The Hunting Pact 2015: We're All in This Together

Since receiving the mandate to turn the UK blue, the Conservatives have wasted little time in outlining some major potential policy overhauls, the germs of which one must imagine have sat since 2010 in a pipeline clogged by coalition government.

Since receiving the mandate to turn the UK blue, the Conservatives have wasted little time in outlining some major potential policy overhauls, the germs of which one must imagine have sat since 2010 in a pipeline clogged by coalition government.

No matter our opinion on these changes, there's no denying that the subject of some of the government's most controversial reviews - the benefit budget, NHS and the BBC - are so prominently in the public interest as to warrant political priority.

If we are in non-partisan agreement on the major issues facing the UK, then equally we can agree that this makes the current focus on foxhunting all the more incongruous. I say all the more incongruous, as there have been but a handful of legal challenges to the Hunting Act 2004 and little to indicate a change in public support of the legislation, which several polls place at 70+%.

Nevertheless, David Cameron continues to push for a free vote on a legislative amendment, namely to increase the number of dogs that can be veritably used to "flush out" foxes. The vote has been postponed following SNP opposition, and whilst the future of foxhunting is uncertain, what's more uncertain is why this is even back on the agenda.

Writing in County Alliance in April 2015, Cameron outlined his "firm belief that people should have the freedom to hunt." He describes this as a belief rather than a right, but since he supplies no clarification for this statement, one infers that he assumes his reasoning to be self-evident; nevertheless, the key word is "people".

Freedom is a cloudy subject, particularly once the freedoms of others enter the equation. By definition, the freedom to hunt cannot co-exist with an animal's freedom from slaughter. There are two conceivable reasons why Cameron and other proponents of hunting recognise a person's right to hunt above the animal's right to life.

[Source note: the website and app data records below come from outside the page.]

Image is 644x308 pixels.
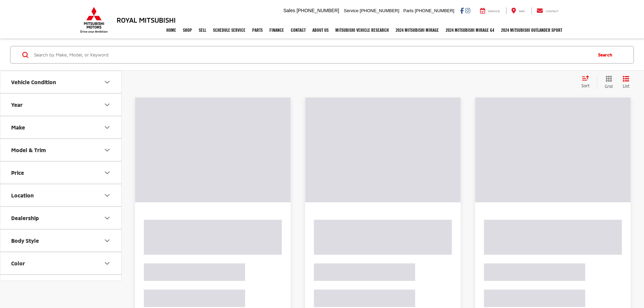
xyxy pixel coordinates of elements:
button: LocationLocation [0,184,122,206]
a: Instagram: Click to visit our Instagram page [465,8,470,13]
div: Dealership [11,215,39,221]
div: Price [103,169,111,177]
button: Fuel Type [0,275,122,297]
div: Make [103,123,111,131]
div: Year [103,101,111,109]
a: Shop [180,22,195,38]
a: Map [506,8,530,14]
a: Home [163,22,180,38]
div: Year [11,101,23,108]
button: MakeMake [0,116,122,138]
span: Sales [283,8,295,13]
button: List View [617,75,635,89]
a: Sell [195,22,209,38]
div: Vehicle Condition [103,78,111,86]
h3: Royal Mitsubishi [117,16,176,24]
a: Mitsubishi Vehicle Research [332,22,392,38]
div: Vehicle Condition [11,79,56,85]
div: Body Style [11,237,39,244]
button: ColorColor [0,252,122,274]
a: 2024 Mitsubishi Mirage G4 [442,22,498,38]
a: Contact [531,8,564,14]
div: Price [11,169,24,176]
button: Search [591,46,622,63]
div: Dealership [103,214,111,222]
span: [PHONE_NUMBER] [415,8,454,13]
a: Finance [266,22,287,38]
span: Map [519,10,525,13]
a: About Us [309,22,332,38]
img: Mitsubishi [79,7,109,33]
div: Location [103,191,111,199]
div: Body Style [103,236,111,245]
input: Search by Make, Model, or Keyword [34,46,591,63]
div: Color [103,259,111,267]
div: Make [11,124,25,130]
button: Model & TrimModel & Trim [0,139,122,161]
button: PricePrice [0,162,122,183]
span: [PHONE_NUMBER] [297,8,339,13]
span: Service [488,10,500,13]
div: Location [11,192,34,199]
span: Service [344,8,358,13]
button: Vehicle ConditionVehicle Condition [0,71,122,93]
a: Schedule Service: Opens in a new tab [209,22,249,38]
button: Body StyleBody Style [0,229,122,252]
div: Model & Trim [11,147,46,153]
span: Parts [403,8,413,13]
a: 2024 Mitsubishi Outlander SPORT [498,22,565,38]
span: Sort [581,83,590,88]
a: Contact [287,22,309,38]
button: Select sort value [578,75,597,89]
a: Facebook: Click to visit our Facebook page [460,8,464,13]
div: Model & Trim [103,146,111,154]
span: Grid [605,83,613,89]
span: List [623,83,629,89]
span: [PHONE_NUMBER] [360,8,399,13]
div: Color [11,260,25,266]
button: YearYear [0,94,122,116]
a: Parts: Opens in a new tab [249,22,266,38]
a: Service [475,8,505,14]
button: Grid View [597,75,617,89]
button: DealershipDealership [0,207,122,229]
span: Contact [545,10,558,13]
a: 2024 Mitsubishi Mirage [392,22,442,38]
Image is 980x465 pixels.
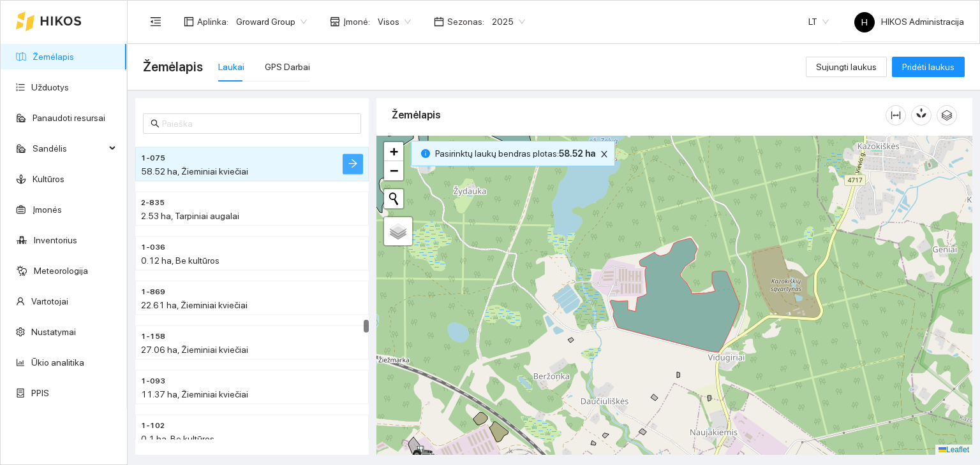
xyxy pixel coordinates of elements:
[33,52,74,62] a: Žemėlapis
[143,56,203,77] span: Žemėlapis
[421,149,430,158] span: info-circle
[329,16,340,27] span: shop
[938,445,969,454] a: Leaflet
[141,300,247,310] span: 22.61 ha, Žieminiai kviečiai
[141,420,165,432] span: 1-102
[31,358,84,368] a: Ūkio analitika
[892,56,964,77] button: Pridėti laukus
[902,60,954,74] span: Pridėti laukus
[392,97,885,133] div: Žemėlapis
[143,9,168,34] button: menu-fold
[384,142,403,161] a: Zoom in
[197,15,229,29] span: Aplinka :
[435,147,595,160] span: Pasirinktų laukų bendras plotas :
[218,60,244,74] div: Laukai
[597,150,611,159] span: close
[886,111,905,120] span: column-width
[384,161,403,180] a: Zoom out
[33,205,62,214] a: Įmonės
[808,12,828,31] span: LT
[141,197,165,209] span: 2-835
[343,15,370,29] span: Įmonė :
[141,434,215,445] span: 0.1 ha, Be kultūros
[805,62,887,72] a: Sujungti laukus
[492,12,525,31] span: 2025
[384,189,403,209] button: Initiate a new search
[33,174,65,184] a: Kultūros
[141,390,248,400] span: 11.37 ha, Žieminiai kviečiai
[343,154,363,174] button: arrow-right
[597,147,611,162] button: close
[854,16,964,27] span: HIKOS Administracija
[31,388,49,398] a: PPIS
[433,16,444,27] span: calendar
[150,16,161,27] span: menu-fold
[151,120,160,128] span: search
[861,12,868,33] span: H
[141,152,166,165] span: 1-075
[34,266,88,276] a: Meteorologija
[378,12,411,31] span: Visos
[31,327,76,337] a: Nustatymai
[892,62,964,72] a: Pridėti laukus
[141,255,220,266] span: 0.12 ha, Be kultūros
[390,143,398,160] span: +
[447,15,484,29] span: Sezonas :
[34,235,77,246] a: Inventorius
[141,331,166,343] span: 1-158
[141,211,239,221] span: 2.53 ha, Tarpiniai augalai
[265,60,310,74] div: GPS Darbai
[390,162,398,178] span: −
[162,116,353,131] input: Paieška
[31,296,68,306] a: Vartotojai
[559,148,595,159] b: 58.52 ha
[236,12,306,31] span: Groward Group
[141,375,166,387] span: 1-093
[141,345,248,355] span: 27.06 ha, Žieminiai kviečiai
[184,16,194,27] span: layout
[885,105,905,125] button: column-width
[141,286,166,298] span: 1-869
[805,56,887,77] button: Sujungti laukus
[33,136,105,161] span: Sandėlis
[347,159,358,171] span: arrow-right
[816,60,877,74] span: Sujungti laukus
[31,82,69,93] a: Užduotys
[384,217,412,246] a: Layers
[33,113,105,123] a: Panaudoti resursai
[141,166,248,177] span: 58.52 ha, Žieminiai kviečiai
[141,242,166,254] span: 1-036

Firstly, there is the argument from conservation, that foxhunting is a form of pest control. The 2015 Conservative Manifesto promises to protect hunting "for all [its] benefits...to the environment", but these benefits are not made explicit. Besides, to my recollection the election campaign was free from tales of out of control mammalian populations or the increasing threat foxes pose to agricultural economy.

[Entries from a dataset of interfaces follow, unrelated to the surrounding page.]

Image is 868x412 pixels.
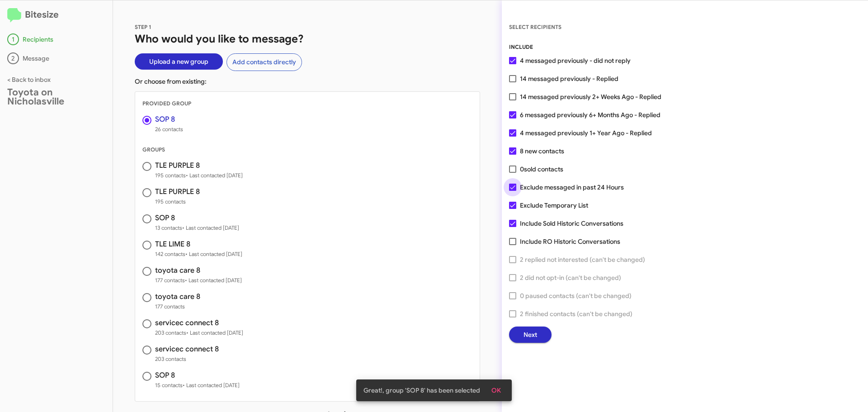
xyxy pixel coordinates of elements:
h3: servicec connect 8 [155,319,243,326]
span: sold contacts [524,165,563,173]
span: 14 messaged previously 2+ Weeks Ago - Replied [520,91,662,102]
button: Next [509,326,552,343]
span: • Last contacted [DATE] [186,172,242,179]
span: 2 finished contacts (can't be changed) [520,309,633,319]
span: 13 contacts [155,223,239,233]
h3: toyota care 8 [155,267,242,274]
span: • Last contacted [DATE] [185,250,242,257]
span: 0 [520,164,563,174]
span: SELECT RECIPIENTS [509,23,562,30]
span: • Last contacted [DATE] [185,276,242,284]
h3: TLE PURPLE 8 [155,162,242,169]
span: Next [524,326,537,343]
span: Great!, group 'SOP 8' has been selected [364,385,480,394]
h2: Bitesize [7,8,105,23]
p: Or choose from existing: [135,77,480,86]
span: 15 contacts [155,380,240,389]
h3: SOP 8 [155,372,240,379]
h3: SOP 8 [155,116,183,123]
span: 8 new contacts [520,145,564,157]
span: • Last contacted [DATE] [182,225,239,231]
button: Upload a new group [135,53,223,69]
div: PROVIDED GROUP [135,99,480,108]
h3: TLE LIME 8 [155,241,242,248]
span: Exclude Temporary List [520,200,588,211]
div: INCLUDE [509,43,861,52]
div: Recipients [7,33,105,45]
h3: SOP 8 [155,214,239,221]
span: • Last contacted [DATE] [183,381,240,389]
h3: TLE PURPLE 8 [155,188,200,195]
div: Message [7,53,105,64]
span: 14 messaged previously - Replied [520,74,618,84]
span: 4 messaged previously 1+ Year Ago - Replied [520,128,652,138]
a: < Back to inbox [7,75,51,84]
span: 195 contacts [155,197,200,206]
div: GROUPS [135,145,480,154]
span: Include RO Historic Conversations [520,236,621,246]
div: 2 [7,53,19,64]
span: Exclude messaged in past 24 Hours [520,182,624,192]
span: • Last contacted [DATE] [187,329,243,336]
button: OK [484,382,508,398]
span: OK [491,382,501,398]
span: 2 replied not interested (can't be changed) [520,254,645,265]
h3: toyota care 8 [155,293,200,301]
h3: servicec connect 8 [155,345,219,352]
div: Toyota on Nicholasville [7,88,105,106]
span: Include Sold Historic Conversations [520,218,624,229]
span: 4 messaged previously - did not reply [520,55,630,66]
span: 26 contacts [155,124,183,134]
span: 177 contacts [155,302,200,311]
button: Add contacts directly [226,53,302,71]
h1: Who would you like to message? [135,32,480,46]
span: 2 did not opt-in (can't be changed) [520,272,622,283]
div: 1 [7,33,19,45]
span: 0 paused contacts (can't be changed) [520,290,632,301]
span: 195 contacts [155,170,242,180]
span: 142 contacts [155,250,242,259]
span: Upload a new group [150,53,209,69]
span: 177 contacts [155,275,242,284]
span: STEP 1 [135,23,151,30]
img: logo-minimal.svg [7,8,21,23]
span: 6 messaged previously 6+ Months Ago - Replied [520,109,660,120]
span: 203 contacts [155,355,219,364]
span: 203 contacts [155,328,243,337]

In fact, later in the aforementioned article, Cameron goes on to say "I am proud of our country's rural identity - and my own rural heritage." Whilst this statement is not to justify the hunt explicitly, clearly hunting is a part of this heritage. Seemingly tradition is the greater concern than environment.

Considering the Conservatives determination to convince the electorate we're "all in this together", pushing for an activity traditionally associated with the English gentry seems less like togetherness than division. And one needn't imagine how the media would respond if a group of hooded youths walked their dogs through urban streets in pursuit of foxes.

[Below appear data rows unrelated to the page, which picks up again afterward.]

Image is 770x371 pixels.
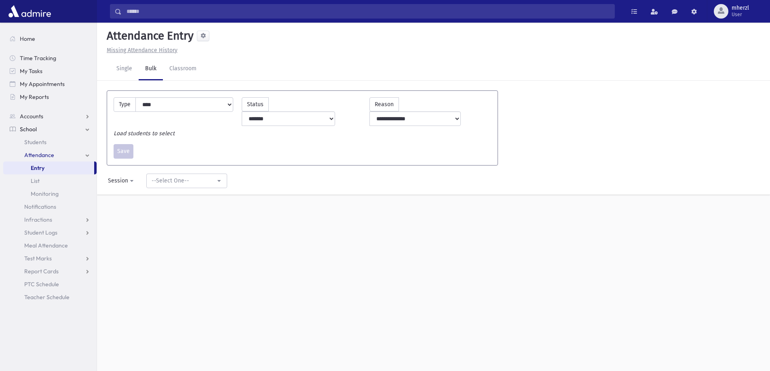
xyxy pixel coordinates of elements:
[103,47,177,54] a: Missing Attendance History
[20,55,56,62] span: Time Tracking
[163,58,203,80] a: Classroom
[24,294,70,301] span: Teacher Schedule
[24,268,59,275] span: Report Cards
[3,110,97,123] a: Accounts
[732,11,749,18] span: User
[110,58,139,80] a: Single
[24,203,56,211] span: Notifications
[3,291,97,304] a: Teacher Schedule
[20,93,49,101] span: My Reports
[31,177,40,185] span: List
[24,281,59,288] span: PTC Schedule
[122,4,614,19] input: Search
[732,5,749,11] span: mherzl
[114,144,133,159] button: Save
[24,242,68,249] span: Meal Attendance
[103,29,194,43] h5: Attendance Entry
[24,216,52,224] span: Infractions
[107,47,177,54] u: Missing Attendance History
[20,80,65,88] span: My Appointments
[24,229,57,236] span: Student Logs
[103,174,140,188] button: Session
[152,177,215,185] div: --Select One--
[3,252,97,265] a: Test Marks
[20,67,42,75] span: My Tasks
[110,129,495,138] div: Load students to select
[20,126,37,133] span: School
[3,136,97,149] a: Students
[3,226,97,239] a: Student Logs
[369,97,399,112] label: Reason
[139,58,163,80] a: Bulk
[3,149,97,162] a: Attendance
[3,213,97,226] a: Infractions
[20,113,43,120] span: Accounts
[3,239,97,252] a: Meal Attendance
[114,97,136,112] label: Type
[3,188,97,200] a: Monitoring
[24,255,52,262] span: Test Marks
[3,123,97,136] a: School
[6,3,53,19] img: AdmirePro
[24,139,46,146] span: Students
[3,162,94,175] a: Entry
[3,175,97,188] a: List
[108,177,128,185] div: Session
[20,35,35,42] span: Home
[3,32,97,45] a: Home
[3,91,97,103] a: My Reports
[242,97,269,112] label: Status
[31,164,44,172] span: Entry
[3,65,97,78] a: My Tasks
[31,190,59,198] span: Monitoring
[3,200,97,213] a: Notifications
[3,278,97,291] a: PTC Schedule
[146,174,227,188] button: --Select One--
[3,265,97,278] a: Report Cards
[3,52,97,65] a: Time Tracking
[24,152,54,159] span: Attendance
[3,78,97,91] a: My Appointments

Despite the class cultural undertones of Cameron's motivations, this doesn't explain the support that he will no doubt receive from working class pro-hunters.

For many of us who believe a creature's right to life or to be free from suffering overrides the right to recreation, it's a self-evident point that doesn't need defending. Still, it's articulated beautifully by the 19th Century philosopher Arthur Schopenhauer:

A quick test of the assertion that enjoyment outweighs pain in this world, or that they are at any rate balanced, would be to compare the feelings of an animal eating with those of the animal being eaten.

Can any ethically serious person claim that the purported pleasure of hunting outweighs the suffering of the fox whose intestines dangle out its dying body?

Of course, no moral person would don a red jacket and hunt for humans. People who wilfully inflict suffering on other people are called psychopaths; people who wilfully inflict suffering on other animals are called sportsmen.

I doubt we should deem as sport any activity for which the main objective is the cessation of a sentient being. We should take hunting for what is: one of the cruellest examples of our anthropocentric culture and the abhorrent belief that the most banal of human interests is worth an animal's one and only chance to experience life.

Most of us recognise these basic animal rights. Indeed, one of the aforementioned challenges to the fox hunting ban came in 2009, in the form of an unaccepted application to the European Court of Human Rights. The court judges clarified that "not every activity a person might seek to engage in together with others was protected" by the convention of human rights. May it remain so.

Still, some argue that the ban has done nothing for animal welfare, that the Act has not saved a significant number of lives. Could you conceive of quantifying human life in such terms? Could you imagine the uproar if a US senator argued against gun control by saying that an insignificant number of children would be saved?

The barbaric and purposeless suffering of a sentient being is what galls protestors and is ultimately what motivates their protestations; however, I'm doubtful that emphasising the animals suffering will be an effective form of protest. Sure, it will be imperative when educating people about the realities of the hunt, but it will have little effect on the legislators, who know the suffering involved, in some cases having witnessed it firsthand.

Whilst foxhunting is debated in the Houses of Parliament, the real battleground is in our culture; the war will only be won once we all agree that no single animal can be objectified in pursuit of freedom, and we recognise their most basic right to be a free subject, a right that requires no false distinction between humans and animals.